Friday, November 21, 2008

Nation & World

USN Current Issue

The End of Argument

By John Leo
Posted 4/17/05
Page 2 of 2

Victor Davis Hanson writes that if you type "Bush + Hitler" into a Google search, the result is 1,350,000 hits. Virtually every major figure in the Bush administration has been compared to some Nazi official or other. Bush has been likened to Hannibal Lecter, Ted Bundy, Mussolini, Napoleon, Nero, Caligula, and the Japanese warlords of World War II. Howard Dean, who says he hates Republicans and considers them evil, recently introduced a Communist theme, charging that Republicans "are essentially the best propaganda machine since Lenin."

We may be into another big anti-Clinton assault, this one aimed at Hillary Rodham Clinton. Last week a breathless item on the Drudge Report said that an anti-Hillary book, out next September, will be the equivalent of the Swift Boat Veterans campaign against John Kerry and may well derail her chances to be president. This is a cringe-making prospect. Do we really need yet another major assault on a prominent politician, or can we spend some time discussing actual issues?

We have reached the point where much political debate consists of insults and name-calling, every attack is likely to be called a "lynching," and tired expressions such as "institutional terrorism," "institutional racism," and "intellectual McCarthyism" are supposed to be taken as real arguments. Political polarization is an obvious cause. But so is the democratization of the media, particularly the arrival of the Internet and big-time talk radio, which allow all of us to say whatever we like, no matter how crude. Mail to columnists is much more abusive than it was a few years ago. Inarticulate people, many of them celebrities, are finding it hard to make their cases without lapsing into abuse. So political discussion more and more consists of angry feelings instead of rational argument. Our political rhetoric is routinely awful. Let's work to clean it up.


Every line below should be copied exactly; drop the pictures.

#### INPUT FOR THIS TASK ####

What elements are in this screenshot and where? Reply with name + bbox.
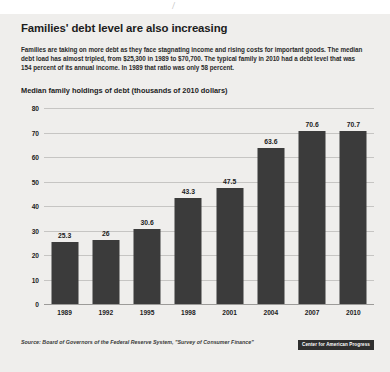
bar-value-label: 70.7 [347,121,360,128]
x-axis-tick-label: 2004 [264,309,279,316]
y-axis-tick-label: 70 [32,129,39,136]
bar [299,131,326,304]
y-axis-tick-label: 20 [32,252,39,259]
bar-group: 63.62004 [250,108,291,304]
chart-page: / Families' debt level are also increasi… [0,0,390,372]
x-axis-tick-label: 1995 [140,309,155,316]
bar-group: 47.52001 [209,108,250,304]
organization-logo-badge: Center for American Progress [298,340,374,350]
bar-value-label: 26 [102,230,110,237]
scan-top-band [0,0,390,14]
bar-value-label: 30.6 [141,219,154,226]
bar-value-label: 47.5 [223,178,236,185]
bar-group: 70.62007 [292,108,333,304]
x-axis-tick-label: 2007 [305,309,320,316]
bar [134,229,161,304]
bar [51,242,78,304]
bar-group: 43.31998 [168,108,209,304]
y-axis-tick-label: 30 [32,227,39,234]
page-title: Families' debt level are also increasing [21,22,361,34]
y-axis-tick-label: 50 [32,178,39,185]
bar-group: 25.31989 [44,108,85,304]
chart-title: Median family holdings of debt (thousand… [21,86,361,95]
y-axis-tick-label: 60 [32,154,39,161]
y-axis-tick-label: 40 [32,203,39,210]
source-note: Source: Board of Governors of the Federa… [21,339,254,345]
scan-artifact-mark: / [172,1,182,10]
bar-group: 70.72010 [333,108,374,304]
bar-value-label: 70.6 [306,121,319,128]
gridline: 0 [44,304,374,305]
x-axis-tick-label: 1998 [181,309,196,316]
summary-paragraph: Families are taking on more debt as they… [21,45,367,73]
chart-plot-area: 01020304050607080 25.3198926199230.61995… [44,108,374,304]
x-axis-tick-label: 1989 [57,309,72,316]
bar [175,198,202,304]
y-axis-tick-label: 10 [32,276,39,283]
bar [216,188,243,304]
y-axis-tick-label: 0 [35,301,39,308]
bar-series: 25.3198926199230.6199543.3199847.5200163… [44,108,374,304]
bar-value-label: 25.3 [58,232,71,239]
bar [92,240,119,304]
bar-group: 30.61995 [127,108,168,304]
x-axis-tick-label: 2010 [346,309,361,316]
bar [257,148,284,304]
x-axis-tick-label: 1992 [99,309,114,316]
y-axis-tick-label: 80 [32,105,39,112]
bar-value-label: 63.6 [264,138,277,145]
bar [340,131,367,304]
bar-value-label: 43.3 [182,188,195,195]
bar-group: 261992 [85,108,126,304]
x-axis-tick-label: 2001 [222,309,237,316]
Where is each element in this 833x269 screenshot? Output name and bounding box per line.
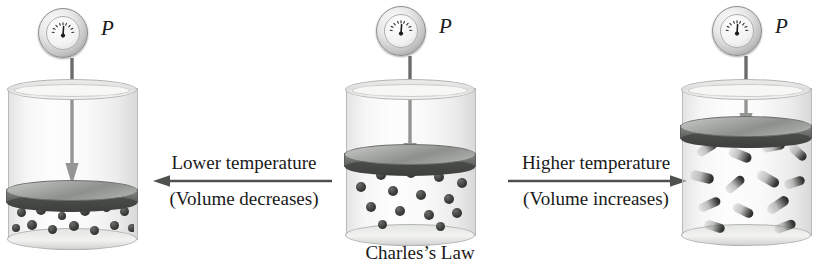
transition-subtitle: (Volume increases): [504, 188, 688, 210]
gas-particle: [703, 219, 726, 234]
charles-law-figure: P: [0, 0, 833, 269]
gas-particle: [452, 208, 462, 218]
transition-heating: Higher temperature (Volume increases): [504, 152, 688, 210]
pressure-symbol-label: P: [775, 14, 788, 39]
gas-particle: [755, 169, 781, 190]
gas-cylinder: [8, 88, 136, 240]
arrow-right-icon: [504, 174, 688, 188]
figure-caption: Charles’s Law: [336, 242, 504, 264]
piston-top: [344, 144, 476, 165]
gas-particle: [457, 178, 467, 188]
piston: [6, 180, 138, 212]
transition-cooling: Lower temperature (Volume decreases): [152, 152, 336, 210]
transition-subtitle: (Volume decreases): [152, 188, 336, 210]
pressure-symbol-label: P: [101, 16, 114, 41]
gas-particle: [378, 220, 387, 229]
gas-particle: [388, 186, 398, 196]
gas-particle: [366, 202, 376, 212]
pressure-gauge: [712, 6, 762, 56]
gas-particle: [424, 210, 434, 220]
gas-particle: [395, 206, 405, 216]
cylinder-rim-inner: [14, 84, 130, 97]
cylinder-rim-inner: [352, 84, 468, 97]
gas-particle: [416, 190, 426, 200]
gas-region: [684, 136, 808, 238]
gas-particle: [58, 212, 66, 220]
gas-cylinder: [346, 88, 474, 236]
cylinder-panel-reference-temperature: P: [336, 0, 504, 269]
gas-particle: [90, 226, 99, 235]
gas-particle: [773, 219, 797, 235]
gas-particle: [689, 169, 715, 185]
gas-particle: [48, 225, 57, 234]
gauge-face: [720, 14, 754, 48]
cylinder-rim-inner: [688, 84, 804, 97]
gas-particle: [783, 175, 806, 190]
pressure-gauge: [376, 6, 426, 56]
cylinder-panel-high-temperature: P: [672, 0, 833, 269]
gas-particle: [724, 174, 747, 195]
arrow-left-icon: [152, 174, 336, 188]
piston: [344, 144, 476, 176]
gas-particle: [128, 224, 134, 232]
pressure-gauge: [38, 8, 88, 58]
gas-particle: [765, 194, 790, 216]
gauge-face: [384, 14, 418, 48]
gas-particle: [444, 194, 454, 204]
gas-particle: [697, 196, 722, 214]
piston-top: [680, 116, 812, 137]
pressure-symbol-label: P: [439, 14, 452, 39]
piston-top: [6, 180, 138, 201]
gas-particle: [12, 224, 20, 232]
gas-particle: [27, 220, 37, 230]
gas-particle: [356, 182, 366, 192]
cylinder-panel-low-temperature: P: [0, 0, 160, 269]
piston: [680, 116, 812, 148]
gas-particle: [731, 202, 755, 220]
transition-title: Higher temperature: [504, 152, 688, 174]
transition-title: Lower temperature: [152, 152, 336, 174]
gas-particle: [110, 221, 119, 230]
gas-particle: [436, 222, 445, 231]
gas-cylinder: [682, 88, 810, 236]
gauge-face: [46, 16, 80, 50]
gas-particle: [69, 221, 79, 231]
gas-particle: [727, 146, 753, 164]
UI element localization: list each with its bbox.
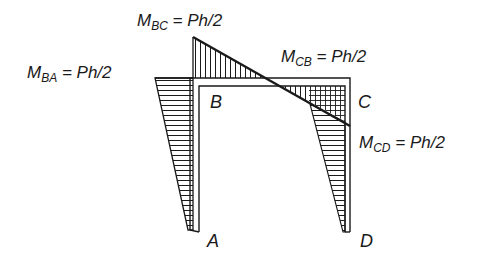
moment-value: = Ph/2 [62,63,112,82]
moment-value: = Ph/2 [317,47,367,66]
moment-symbol: M [281,47,295,66]
label-m-bc: MBC = Ph/2 [137,12,222,32]
moment-subscript: BA [41,71,57,85]
node-label-d: D [360,232,373,250]
label-m-cd: MCD = Ph/2 [359,134,445,154]
moment-symbol: M [359,133,373,152]
moment-symbol: M [137,11,151,30]
moment-subscript: CD [373,141,390,155]
moment-subscript: CB [295,55,312,69]
node-label-a: A [207,232,219,250]
moment-value: = Ph/2 [173,11,223,30]
moment-value: = Ph/2 [395,133,445,152]
moment-subscript: BC [151,19,168,33]
moment-region-ba [155,78,193,230]
node-label-c: C [358,93,371,111]
moment-region-cd [310,104,345,232]
node-label-b: B [210,93,222,111]
label-m-ba: MBA = Ph/2 [27,64,112,84]
moment-symbol: M [27,63,41,82]
label-m-cb: MCB = Ph/2 [281,48,366,68]
moment-diagram-canvas [0,0,493,257]
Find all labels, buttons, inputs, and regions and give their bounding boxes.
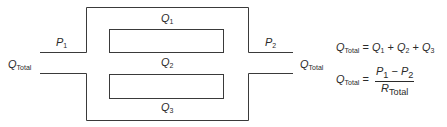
label-q1: Q1 [161, 13, 173, 25]
fraction-denominator: RTotal [375, 82, 414, 97]
label-p2: P2 [265, 37, 276, 49]
parallel-pipe-diagram [0, 0, 447, 127]
equation-flow-resistance-lhs: QTotal = [336, 74, 369, 86]
equation-flow-sum: QTotal = Q1 + Q2 + Q3 [336, 42, 434, 54]
inner-block-upper [110, 30, 224, 53]
label-q-total-left: QTotal [8, 59, 31, 71]
equation-flow-resistance-fraction: P1 − P2 RTotal [375, 66, 414, 98]
label-p1: P1 [56, 37, 67, 49]
inner-block-lower [110, 75, 224, 99]
fraction-numerator: P1 − P2 [375, 66, 414, 82]
label-q-total-right: QTotal [300, 59, 323, 71]
label-q3: Q3 [161, 102, 173, 114]
label-q2: Q2 [161, 57, 173, 69]
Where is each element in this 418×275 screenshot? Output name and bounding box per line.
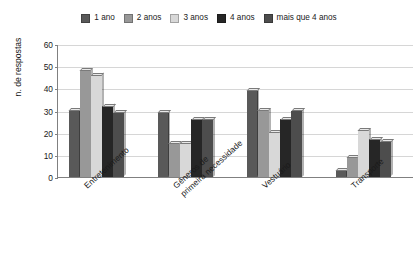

####

REPLY →
What elements are in this screenshot and where? Reply with name + bbox.
bar-value-label: 70.7 [347,121,360,128]
x-axis-tick-label: 2004 [264,309,279,316]
y-axis-tick-label: 70 [32,129,39,136]
bar [299,131,326,304]
y-axis-tick-label: 20 [32,252,39,259]
bar-group: 63.62004 [250,108,291,304]
chart-page: / Families' debt level are also increasi… [0,0,390,372]
x-axis-tick-label: 1995 [140,309,155,316]
bar-group: 47.52001 [209,108,250,304]
organization-logo-badge: Center for American Progress [298,340,374,350]
bar-value-label: 26 [102,230,110,237]
scan-top-band [0,0,390,14]
bar-value-label: 30.6 [141,219,154,226]
bar-value-label: 47.5 [223,178,236,185]
bar-group: 70.62007 [292,108,333,304]
x-axis-tick-label: 2007 [305,309,320,316]
bar [134,229,161,304]
bar [51,242,78,304]
bar-group: 43.31998 [168,108,209,304]
y-axis-tick-label: 30 [32,227,39,234]
page-title: Families' debt level are also increasing [21,22,361,34]
y-axis-tick-label: 50 [32,178,39,185]
bar-group: 25.31989 [44,108,85,304]
chart-title: Median family holdings of debt (thousand… [21,86,361,95]
y-axis-tick-label: 60 [32,154,39,161]
y-axis-tick-label: 40 [32,203,39,210]
source-note: Source: Board of Governors of the Federa… [21,339,254,345]
scan-artifact-mark: / [172,1,182,10]
bar-group: 70.72010 [333,108,374,304]
bar-value-label: 70.6 [306,121,319,128]
gridline: 0 [44,304,374,305]
x-axis-tick-label: 1998 [181,309,196,316]
summary-paragraph: Families are taking on more debt as they… [21,45,367,73]
chart-plot-area: 01020304050607080 25.3198926199230.61995… [44,108,374,304]
x-axis-tick-label: 1989 [57,309,72,316]
bar [175,198,202,304]
y-axis-tick-label: 10 [32,276,39,283]
bar [216,188,243,304]
y-axis-tick-label: 0 [35,301,39,308]
bar-series: 25.3198926199230.6199543.3199847.5200163… [44,108,374,304]
bar-value-label: 25.3 [58,232,71,239]
bar [92,240,119,304]
bar-group: 30.61995 [127,108,168,304]
x-axis-tick-label: 2010 [346,309,361,316]
bar [257,148,284,304]
x-axis-tick-label: 1992 [99,309,114,316]
y-axis-tick-label: 80 [32,105,39,112]
bar-value-label: 63.6 [264,138,277,145]
bar [340,131,367,304]
bar-value-label: 43.3 [182,188,195,195]
bar-group: 261992 [85,108,126,304]
x-axis-tick-label: 2001 [222,309,237,316]
Where is each element in this 833x269 screenshot? Output name and bounding box per line.
transition-subtitle: (Volume increases): [504, 188, 688, 210]
gas-particle: [703, 219, 726, 234]
charles-law-figure: P: [0, 0, 833, 269]
gas-particle: [452, 208, 462, 218]
transition-heating: Higher temperature (Volume increases): [504, 152, 688, 210]
pressure-symbol-label: P: [775, 14, 788, 39]
gas-particle: [755, 169, 781, 190]
gas-cylinder: [8, 88, 136, 240]
arrow-right-icon: [504, 174, 688, 188]
figure-caption: Charles’s Law: [336, 242, 504, 264]
piston-top: [344, 144, 476, 165]
gas-particle: [457, 178, 467, 188]
piston: [6, 180, 138, 212]
transition-cooling: Lower temperature (Volume decreases): [152, 152, 336, 210]
transition-subtitle: (Volume decreases): [152, 188, 336, 210]
pressure-symbol-label: P: [101, 16, 114, 41]
gas-particle: [378, 220, 387, 229]
gas-particle: [388, 186, 398, 196]
gas-particle: [366, 202, 376, 212]
pressure-gauge: [712, 6, 762, 56]
gas-particle: [424, 210, 434, 220]
gas-particle: [395, 206, 405, 216]
cylinder-rim-inner: [14, 84, 130, 97]
cylinder-rim-inner: [352, 84, 468, 97]
gas-particle: [416, 190, 426, 200]
gas-region: [684, 136, 808, 238]
gas-particle: [58, 212, 66, 220]
gas-cylinder: [346, 88, 474, 236]
cylinder-panel-reference-temperature: P: [336, 0, 504, 269]
gas-particle: [90, 226, 99, 235]
gas-particle: [773, 219, 797, 235]
gas-particle: [689, 169, 715, 185]
gas-particle: [48, 225, 57, 234]
gauge-face: [720, 14, 754, 48]
cylinder-rim-inner: [688, 84, 804, 97]
gas-particle: [783, 175, 806, 190]
pressure-gauge: [376, 6, 426, 56]
cylinder-panel-high-temperature: P: [672, 0, 833, 269]
gas-particle: [724, 174, 747, 195]
arrow-left-icon: [152, 174, 336, 188]
piston: [344, 144, 476, 176]
gas-particle: [128, 224, 134, 232]
pressure-gauge: [38, 8, 88, 58]
gas-particle: [765, 194, 790, 216]
gauge-face: [384, 14, 418, 48]
gas-particle: [444, 194, 454, 204]
gas-particle: [697, 196, 722, 214]
piston-top: [680, 116, 812, 137]
pressure-symbol-label: P: [439, 14, 452, 39]
piston-top: [6, 180, 138, 201]
gas-particle: [12, 224, 20, 232]
gas-particle: [27, 220, 37, 230]
gas-particle: [356, 182, 366, 192]
cylinder-panel-low-temperature: P: [0, 0, 160, 269]
piston: [680, 116, 812, 148]
gas-particle: [731, 202, 755, 220]
transition-title: Higher temperature: [504, 152, 688, 174]
transition-title: Lower temperature: [152, 152, 336, 174]
gas-particle: [110, 221, 119, 230]
gas-particle: [436, 222, 445, 231]
gas-cylinder: [682, 88, 810, 236]
gauge-face: [46, 16, 80, 50]
gas-particle: [69, 221, 79, 231]
gas-particle: [727, 146, 753, 164]
UI element localization: list each with its bbox.
moment-value: = Ph/2 [62,63,112,82]
moment-value: = Ph/2 [317,47,367,66]
moment-symbol: M [281,47,295,66]
label-m-bc: MBC = Ph/2 [137,12,222,32]
moment-subscript: BA [41,71,57,85]
node-label-d: D [360,232,373,250]
label-m-cd: MCD = Ph/2 [359,134,445,154]
moment-symbol: M [359,133,373,152]
moment-symbol: M [137,11,151,30]
moment-subscript: CD [373,141,390,155]
moment-subscript: CB [295,55,312,69]
node-label-a: A [207,232,219,250]
moment-value: = Ph/2 [173,11,223,30]
moment-value: = Ph/2 [395,133,445,152]
moment-subscript: BC [151,19,168,33]
moment-region-ba [155,78,193,230]
node-label-c: C [358,93,371,111]
moment-region-cd [310,104,345,232]
node-label-b: B [210,93,222,111]
label-m-ba: MBA = Ph/2 [27,64,112,84]
moment-symbol: M [27,63,41,82]
label-m-cb: MCB = Ph/2 [281,48,366,68]
moment-diagram-canvas [0,0,493,257]
Find all labels, buttons, inputs, and regions and give their bounding boxes.
label-q1: Q1 [161, 13, 173, 25]
fraction-denominator: RTotal [375, 82, 414, 97]
label-p2: P2 [265, 37, 276, 49]
parallel-pipe-diagram [0, 0, 447, 127]
equation-flow-resistance-lhs: QTotal = [336, 74, 369, 86]
equation-flow-sum: QTotal = Q1 + Q2 + Q3 [336, 42, 434, 54]
inner-block-upper [110, 30, 224, 53]
label-q-total-left: QTotal [8, 59, 31, 71]
equation-flow-resistance-fraction: P1 − P2 RTotal [375, 66, 414, 98]
label-p1: P1 [56, 37, 67, 49]
inner-block-lower [110, 75, 224, 99]
fraction-numerator: P1 − P2 [375, 66, 414, 82]
label-q-total-right: QTotal [300, 59, 323, 71]
label-q3: Q3 [161, 102, 173, 114]
label-q2: Q2 [161, 57, 173, 69]
Where is each element in this 418×275 screenshot? Output name and bounding box per line.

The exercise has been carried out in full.